Deutsche Presse-Agentur, December 22, 2000
Russia's Mayak Nuclear Waste Plant Not Ready To Take Imports
Russia's only nuclear facility for reprocessing nuclear waste is not equipped to take thousands of tons of spent fuel rods imported from foreign power stations as the government in Moscow plans, an official at the Mayak centre in the Urals said Friday.
Russia's parliament, the Duma, on Thursday backed a bill which, if enacted after further readings, would open the way for reprocessing operations that would earn an estimated 20 billion dollars over the next ten years.
As Western reactor types vary considerably from Russian ones, extensive restructuring of Mayak's equipment is needed to meet the plans, a centre spokesman Yevgeny Ryzhkov told the Interfax news agency.
The bill envisages that used reactor fuel rods from Western power stations will be imported for treatment but not permanent disposal.
Ecologists and anti-nuclear power activists fear that the step marks the start of Russia's transformation into a refuse tip for dangerous waste from all round the world.
About 14,000 tons of an estimated 200,000 tons of the world's used fuel rods are currently stored in Russia.
The bill if passed could draw a further 20,000 tons of waste from India, Iran and China where Russian companies continue to build nuclear power stations, and from Taiwan, South Korea, Switzerland and Japan.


* Exercise objective: Report back each line of the data that contains the word "projector".

··· Given entries ···

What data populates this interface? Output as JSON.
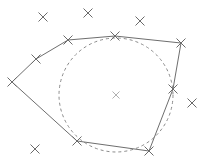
{
  "diagram": {
    "type": "convex-hull-with-enclosing-circle",
    "background": "#ffffff",
    "colors": {
      "hull_stroke": "#6e6e6e",
      "circle_stroke": "#8a8a8a",
      "point_stroke": "#6a6a6a",
      "center_stroke": "#b0b0b0"
    },
    "hull_vertices": [
      [
        12,
        82
      ],
      [
        36,
        59
      ],
      [
        68,
        40
      ],
      [
        115,
        36
      ],
      [
        181,
        43
      ],
      [
        173,
        89
      ],
      [
        149,
        151
      ],
      [
        77,
        141
      ]
    ],
    "other_points": [
      [
        43,
        17
      ],
      [
        88,
        13
      ],
      [
        140,
        21
      ],
      [
        192,
        103
      ],
      [
        35,
        149
      ]
    ],
    "circle": {
      "cx": 116,
      "cy": 95,
      "r": 57,
      "style": "dashed"
    },
    "center_marker": [
      116,
      95
    ]
  }
}
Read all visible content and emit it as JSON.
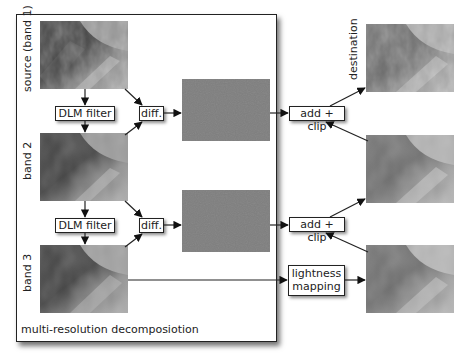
{
  "diagram": {
    "panel_caption": "multi-resolution decomposiotion",
    "bands": [
      {
        "label": "source (band 1)",
        "image": "texture-photo"
      },
      {
        "label": "band 2",
        "image": "texture-photo-blurred"
      },
      {
        "label": "band 3",
        "image": "texture-photo-blurred-more"
      }
    ],
    "filters": [
      {
        "label": "DLM filter"
      },
      {
        "label": "DLM filter"
      }
    ],
    "diffs": [
      {
        "label": "diff."
      },
      {
        "label": "diff."
      }
    ],
    "detail_layers": [
      {
        "color": "#7e7e7e"
      },
      {
        "color": "#7e7e7e"
      }
    ],
    "combiners": [
      {
        "label": "add + clip"
      },
      {
        "label": "add + clip"
      }
    ],
    "lightness": {
      "line1": "lightness",
      "line2": "mapping"
    },
    "destination_label": "destination",
    "outputs": [
      "destination-image",
      "intermediate-image",
      "lightness-mapped-image"
    ]
  }
}
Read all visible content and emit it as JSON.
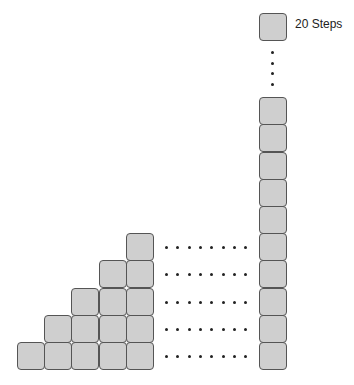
{
  "diagram": {
    "label": "20 Steps",
    "staircase_columns": 5,
    "tall_column_visible_blocks": 10,
    "tall_column_total_steps": 20,
    "horizontal_dots_per_row": 8,
    "vertical_dots": 4,
    "colors": {
      "block_fill": "#cfcfcf",
      "block_border": "#555555",
      "dot": "#222222"
    }
  }
}
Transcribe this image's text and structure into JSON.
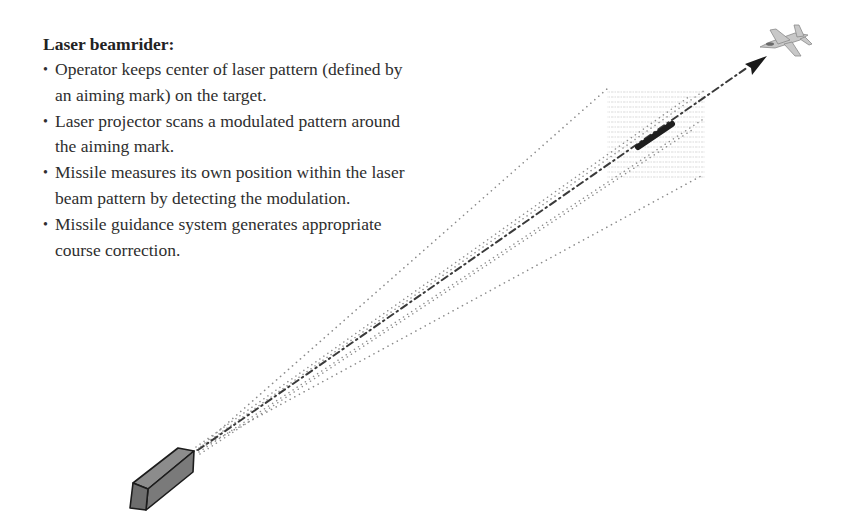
{
  "text": {
    "title": "Laser beamrider:",
    "bullets": [
      {
        "marker": "•",
        "text": "Operator keeps center of laser pattern (defined by an aiming mark) on the target."
      },
      {
        "marker": "•",
        "text": "Laser projector scans a modulated pattern around the aiming mark."
      },
      {
        "marker": "•",
        "text": "Missile measures its own position within the laser beam pattern by detecting the modulation."
      },
      {
        "marker": "•",
        "text": "Missile guidance system generates appropriate course correction."
      }
    ]
  },
  "diagram": {
    "elements": [
      {
        "id": "laser-projector",
        "kind": "launcher-box",
        "color": "#7a7a7a"
      },
      {
        "id": "beam-outer-cone",
        "kind": "dotted-lines",
        "color": "#8a8a8a"
      },
      {
        "id": "beam-inner-cone",
        "kind": "dotted-lines",
        "color": "#9a9a9a"
      },
      {
        "id": "line-of-sight",
        "kind": "dash-dot-arrow",
        "color": "#3a3a3a"
      },
      {
        "id": "scan-pattern",
        "kind": "faint-hatched-square",
        "color": "#e6e6e6"
      },
      {
        "id": "missile",
        "kind": "thick-bar",
        "color": "#1e1e1e"
      },
      {
        "id": "target-aircraft",
        "kind": "jet-icon",
        "color": "#bdbdbd"
      }
    ]
  }
}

···

* Response area:
        "text": "Laser projector scans a modulated pattern around the aiming mark."
        "id": "laser-projector",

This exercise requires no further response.